From: Jon Forrest <jlforrest@berkeley.edu>
To: NeilBrown <neilb@suse.de>
Cc: linux-raid@vger.kernel.org
Subject: Re: mdadm: ADD_NEW_DISK failed: Invalid argument
Date: Fri, 04 Feb 2011 09:02:25 -0800 [thread overview]
Message-ID: <4D4C3121.2010508@berkeley.edu> (raw)
In-Reply-To: <20110204131028.5cae3c88@notabene.brown>
On 2/3/2011 6:10 PM, NeilBrown wrote:
> Probably chunk size is larger than your 100k devices.
>
> Try:
>
> mdadm --create /dev/md1 --raid-devices=2 --level=0 --metadata=1.0
> --chunksize=4 ....
>
> The metadata=1.0 causes the least amount of space to be used for metadata.
That worked (should be --bitmap-chunk instead of --chunksize).
> OR just make much larger files. Surely you can spare a few meg??
Absolutely. My point is just that a failure such as this
should result in a meaningful error message.
Ironically, mdadm seems to have regressed.
On Ubuntu 10.10, which uses version 2.6.7.1 of
mdadm I see the kind of error message I'd expect, e.g.
mdadm: /dev/loop0 is too small: 100K
mdadm: /dev/loop1 is too small: 100K
However, on RHEL6, which uses the newer version 3.1.3 of
mdadm, I get
mdadm: ADD_NEW_DISK for /dev/loop2 failed: Invalid argument
This looks like a regression to me.
I'd agree that what I'm doing is unrealistic. I was
just preparing a document about how to use mdadm so
I didn't need large volumes. But, it would be nice
if the latest version of mdadm did what earlier
versions did.
Cordially,
--
Jon Forrest
Research Computing Support
College of Chemistry
173 Tan Hall
University of California Berkeley
Berkeley, CA
94720-1460
510-643-1032
jlforrest@berkeley.edu
prev parent reply other threads:[~2011-02-04 17:02 UTC|newest]
Thread overview: 4+ messages / expand[flat|nested] mbox.gz Atom feed top
2011-02-04 0:31 mdadm: ADD_NEW_DISK failed: Invalid argument Jon Forrest
2011-02-04 0:45 ` Mathias Burén
2011-02-04 2:10 ` NeilBrown
2011-02-04 17:02 ` Jon Forrest [this message]
Reply instructions:
You may reply publicly to this message via plain-text email
using any one of the following methods:
* Save the following mbox file, import it into your mail client,
and reply-to-all from there: mbox
Avoid top-posting and favor interleaved quoting:
https://en.wikipedia.org/wiki/Posting_style#Interleaved_style
* Reply using the --to, --cc, and --in-reply-to
switches of git-send-email(1):
git send-email \
--in-reply-to=4D4C3121.2010508@berkeley.edu \
--to=jlforrest@berkeley.edu \
--cc=linux-raid@vger.kernel.org \
--cc=neilb@suse.de \
/path/to/YOUR_REPLY
https://kernel.org/pub/software/scm/git/docs/git-send-email.html
* If your mail client supports setting the In-Reply-To header
via mailto: links, try the mailto: link
Be sure your reply has a Subject: header at the top and a blank line
before the message body.
This is a public inbox, see mirroring instructions
for how to clone and mirror all data and code used for this inbox;
as well as URLs for NNTP newsgroup(s).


* Work request *
Keep the pictures out of the copy and print all the entries below exactly.

Data excerpts

[Start of Attachment]

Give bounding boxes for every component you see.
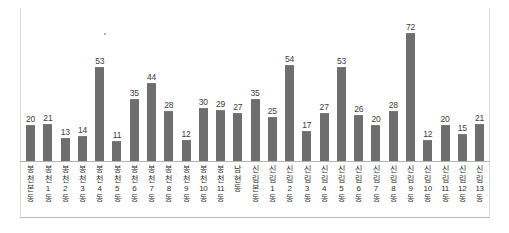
tick-label-char: 4 [98,184,102,194]
tick-label-char: 봉 [62,165,69,175]
tick-label-char: 9 [408,184,412,194]
tick-label-char: 동 [148,194,155,204]
tick-label-char: 9 [184,184,188,194]
tick-label-char: 림 [286,175,293,185]
category-tick-label: 봉천6동 [126,165,143,215]
tick-label-char: 림 [424,175,431,185]
bar [406,33,415,161]
bar [78,136,87,161]
tick-label-char: 5 [339,184,343,194]
bar-column: 27 [316,8,333,161]
tick-label-char: 신 [286,165,293,175]
category-tick-label: 신림8동 [385,165,402,215]
tick-label-char: 동 [355,194,362,204]
tick-label-char: 1 [46,184,50,194]
bar [95,67,104,161]
tick-label-char: 10 [199,184,207,194]
tick-label-char: 봉 [165,165,172,175]
bar-column: 12 [177,8,194,161]
bar-value-label: 27 [233,103,242,112]
tick-label-char: 신 [476,165,483,175]
tick-label-char: 봉 [96,165,103,175]
bar-value-label: 54 [285,55,294,64]
bar-column: 14 [74,8,91,161]
tick-label-char: 천 [217,175,224,185]
bar-value-label: 12 [423,130,432,139]
tick-label-char: 림 [252,175,259,185]
bar-column: 20 [436,8,453,161]
category-tick-label: 신림2동 [281,165,298,215]
category-tick-label: 남현동 [229,165,246,215]
bar [423,140,432,161]
tick-label-char: 림 [459,175,466,185]
bar-column: 54 [281,8,298,161]
bar-column: 15 [454,8,471,161]
tick-label-char: 신 [407,165,414,175]
tick-label-char: 2 [288,184,292,194]
tick-label-char: 림 [442,175,449,185]
bar-column: 28 [160,8,177,161]
bar-value-label: 21 [475,114,484,123]
tick-label-char: 동 [200,194,207,204]
bar [285,65,294,161]
tick-label-char: 림 [407,175,414,185]
tick-label-char: 림 [373,175,380,185]
bar-value-label: 72 [406,23,415,32]
bar-column: 35 [246,8,263,161]
bar [216,110,225,161]
tick-label-char: 13 [475,184,483,194]
tick-label-char: 신 [390,165,397,175]
bar [441,125,450,161]
tick-label-char: 동 [62,194,69,204]
tick-label-char: 5 [115,184,119,194]
bar-value-label: 11 [113,131,121,140]
bar-column: 53 [91,8,108,161]
tick-label-char: 천 [148,175,155,185]
tick-label-char: 동 [96,194,103,204]
tick-label-char: 동 [131,194,138,204]
category-tick-label: 신림10동 [419,165,436,215]
tick-label-char: 천 [27,175,34,185]
bar-chart: 2021131453113544281230292735255417275326… [0,0,509,233]
bar-column: 29 [212,8,229,161]
tick-label-char: 신 [355,165,362,175]
bar-column: 35 [126,8,143,161]
bar [112,141,121,161]
tick-label-char: 림 [355,175,362,185]
bar-column: 20 [22,8,39,161]
bar [302,131,311,161]
tick-label-char: 신 [304,165,311,175]
bar [233,113,242,161]
bar-column: 20 [367,8,384,161]
tick-label-char: 7 [149,184,153,194]
tick-label-char: 동 [183,194,190,204]
bar-column: 27 [229,8,246,161]
bar-value-label: 21 [43,114,52,123]
bar-value-label: 29 [216,100,225,109]
tick-label-char: 천 [200,175,207,185]
bar-value-label: 44 [147,73,156,82]
tick-label-char: 동 [114,194,121,204]
bar-column: 11 [108,8,125,161]
tick-label-char: 동 [286,194,293,204]
bar-value-label: 30 [199,98,208,107]
tick-label-char: 동 [304,194,311,204]
bar-value-label: 28 [164,101,173,110]
tick-label-char: 신 [373,165,380,175]
category-tick-label: 봉천5동 [108,165,125,215]
bar [251,99,260,161]
bar-value-label: 12 [181,130,190,139]
bar [26,125,35,161]
tick-label-char: 천 [96,175,103,185]
bar [458,134,467,161]
category-tick-label: 신림12동 [454,165,471,215]
tick-label-char: 봉 [148,165,155,175]
bar-value-label: 27 [320,103,329,112]
bar-column: 21 [39,8,56,161]
category-tick-label: 봉천3동 [74,165,91,215]
bar-column: 72 [402,8,419,161]
tick-label-char: 동 [234,184,241,194]
tick-label-char: 12 [458,184,466,194]
tick-label-char: 동 [217,194,224,204]
category-tick-label: 봉천7동 [143,165,160,215]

[End of Attachment]

* Answer *
Give bounding boxes for every component you see.
tick-label-char: 4 [98,184,102,194]
tick-label-char: 봉 [62,165,69,175]
tick-label-char: 9 [408,184,412,194]
tick-label-char: 동 [148,194,155,204]
tick-label-char: 9 [184,184,188,194]
tick-label-char: 림 [286,175,293,185]
category-tick-label: 봉천6동 [126,165,143,215]
tick-label-char: 림 [424,175,431,185]
bar [406,33,415,161]
bar [78,136,87,161]
tick-label-char: 5 [339,184,343,194]
bar-column: 27 [316,8,333,161]
tick-label-char: 신 [286,165,293,175]
category-tick-label: 신림8동 [385,165,402,215]
tick-label-char: 동 [355,194,362,204]
tick-label-char: 1 [46,184,50,194]
bar [95,67,104,161]
tick-label-char: 10 [199,184,207,194]
tick-label-char: 봉 [165,165,172,175]
bar-column: 12 [177,8,194,161]
bar-value-label: 27 [233,103,242,112]
tick-label-char: 신 [476,165,483,175]
tick-label-char: 봉 [96,165,103,175]
bar-value-label: 54 [285,55,294,64]
bar-column: 14 [74,8,91,161]
tick-label-char: 천 [217,175,224,185]
bar-value-label: 12 [423,130,432,139]
tick-label-char: 림 [252,175,259,185]
bar-column: 20 [436,8,453,161]
category-tick-label: 신림2동 [281,165,298,215]
category-tick-label: 남현동 [229,165,246,215]
bar [423,140,432,161]
tick-label-char: 림 [459,175,466,185]
bar-column: 54 [281,8,298,161]
bar-column: 15 [454,8,471,161]
tick-label-char: 신 [407,165,414,175]
tick-label-char: 2 [288,184,292,194]
tick-label-char: 림 [442,175,449,185]
bar-column: 28 [160,8,177,161]
bar-value-label: 21 [475,114,484,123]
tick-label-char: 동 [200,194,207,204]
bar [285,65,294,161]
tick-label-char: 림 [407,175,414,185]
tick-label-char: 림 [373,175,380,185]
bar-value-label: 72 [406,23,415,32]
bar-column: 35 [246,8,263,161]
bar [216,110,225,161]
tick-label-char: 13 [475,184,483,194]
tick-label-char: 신 [390,165,397,175]
bar [441,125,450,161]
tick-label-char: 동 [62,194,69,204]
tick-label-char: 5 [115,184,119,194]
bar-value-label: 11 [113,131,121,140]
bar-column: 53 [91,8,108,161]
tick-label-char: 천 [148,175,155,185]
tick-label-char: 동 [96,194,103,204]
tick-label-char: 동 [131,194,138,204]
category-tick-label: 신림10동 [419,165,436,215]
tick-label-char: 천 [27,175,34,185]
bar-chart: 2021131453113544281230292735255417275326… [0,0,509,233]
bar-column: 29 [212,8,229,161]
tick-label-char: 신 [355,165,362,175]
bar-column: 35 [126,8,143,161]
bar [112,141,121,161]
tick-label-char: 림 [355,175,362,185]
bar-column: 20 [22,8,39,161]
bar [302,131,311,161]
tick-label-char: 신 [304,165,311,175]
bar [233,113,242,161]
bar-column: 20 [367,8,384,161]
tick-label-char: 7 [149,184,153,194]
tick-label-char: 동 [183,194,190,204]
bar-column: 27 [229,8,246,161]
bar-value-label: 21 [43,114,52,123]
bar-value-label: 29 [216,100,225,109]
tick-label-char: 천 [200,175,207,185]
bar-value-label: 44 [147,73,156,82]
tick-label-char: 동 [114,194,121,204]
bar-column: 11 [108,8,125,161]
tick-label-char: 동 [286,194,293,204]
bar-value-label: 30 [199,98,208,107]
tick-label-char: 동 [304,194,311,204]
bar-value-label: 28 [164,101,173,110]
tick-label-char: 신 [373,165,380,175]
category-tick-label: 봉천5동 [108,165,125,215]
bar [251,99,260,161]
bar-value-label: 12 [181,130,190,139]
bar [26,125,35,161]
tick-label-char: 천 [96,175,103,185]
bar [458,134,467,161]
category-tick-label: 신림12동 [454,165,471,215]
tick-label-char: 봉 [148,165,155,175]
bar-value-label: 27 [320,103,329,112]
bar-column: 21 [39,8,56,161]
category-tick-label: 봉천3동 [74,165,91,215]
bar-column: 72 [402,8,419,161]
tick-label-char: 동 [234,184,241,194]
tick-label-char: 12 [458,184,466,194]
tick-label-char: 동 [217,194,224,204]
category-tick-label: 봉천7동 [143,165,160,215]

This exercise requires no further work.